There are two things to keep in mind, Brown said. “What’s good tax policy and what you can get enacted.”
Pechthalt said he was hoping all along to find common ground with Brown. “We had been trying to engage with the governor and his administration going back to November,” he said. “They respectfully declined at every turn.”
In the week before March 10, Brown and his surrogates had started a new line of attack against the federation’s measure: Because it dedicated all new revenue it raised to schools and local governments, it did nothing to stave off deeper cuts to health and welfare programs.
“We were sensitive to that,” Pechthalt said. “But we also felt strongly about our approach.”
On March 11, Pechthalt spoke to Steinberg about what a possible compromise might look like. Steinberg’s staff devised a framework that lowered the sales tax Brown proposed from a half-cent to a quarter-cent per dollar and increased the tax hike on upper incomes.

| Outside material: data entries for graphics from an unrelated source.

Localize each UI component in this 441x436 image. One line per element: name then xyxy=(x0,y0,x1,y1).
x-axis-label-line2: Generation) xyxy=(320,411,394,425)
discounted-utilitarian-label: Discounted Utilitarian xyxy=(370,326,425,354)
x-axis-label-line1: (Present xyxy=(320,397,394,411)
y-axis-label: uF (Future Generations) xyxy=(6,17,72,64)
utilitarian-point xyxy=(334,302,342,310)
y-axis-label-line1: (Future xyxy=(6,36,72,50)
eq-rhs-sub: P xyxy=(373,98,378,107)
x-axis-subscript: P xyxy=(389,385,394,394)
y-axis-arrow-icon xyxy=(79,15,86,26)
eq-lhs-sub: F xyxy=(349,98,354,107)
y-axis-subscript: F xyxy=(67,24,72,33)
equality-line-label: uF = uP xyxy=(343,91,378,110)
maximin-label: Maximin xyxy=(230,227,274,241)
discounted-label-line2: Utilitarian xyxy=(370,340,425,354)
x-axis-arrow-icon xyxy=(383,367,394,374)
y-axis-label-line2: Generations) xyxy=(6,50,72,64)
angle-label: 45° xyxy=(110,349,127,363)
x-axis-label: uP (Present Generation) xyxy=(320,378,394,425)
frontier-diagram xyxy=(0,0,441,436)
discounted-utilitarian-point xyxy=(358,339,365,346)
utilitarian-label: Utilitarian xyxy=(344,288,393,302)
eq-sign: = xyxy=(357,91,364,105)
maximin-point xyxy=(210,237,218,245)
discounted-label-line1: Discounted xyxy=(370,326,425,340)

“Once we felt like the regressive elements of the governor’s plan were diminished, we felt comfortable,” Pechthalt said.
That evening, Steinberg called the governor to share his discussions with the teachers union chief.
The main concern at that point was timing, Brown’s aides say. The task of gathering so many signatures so quickly was daunting, and the governor was unsure if it could be done. Brown sought the counsel of union leaders who had run dozens of initiative campaigns. They gave assurances but recommended keeping his backup plan.
On Tuesday, Brown joined Pérez, Steinberg and leaders of the state’s largest unions in the Senator Hotel, across the street from the Capitol, to outline a possible deal.
Tuesday night, the two sides reached a tentative agreement. The modified tax plan would raise an additional $2 billion for the state budget next year, and Steinberg and Pérez both agreed they would push for some of that additional money to try to roll back recent cuts to the state’s universities.
Brown said that while the new proposal increased the chances of a successful campaign this fall, it still could unravel at the polls.
The mixture of taxes has been tweaked slightly, but the heart of the measure remains a combination of sales and upper-income tax increases.
If voters reject the measure, Brown said, he will find another revenue plan. “I would have to do another initiative and put another tax on,” he said.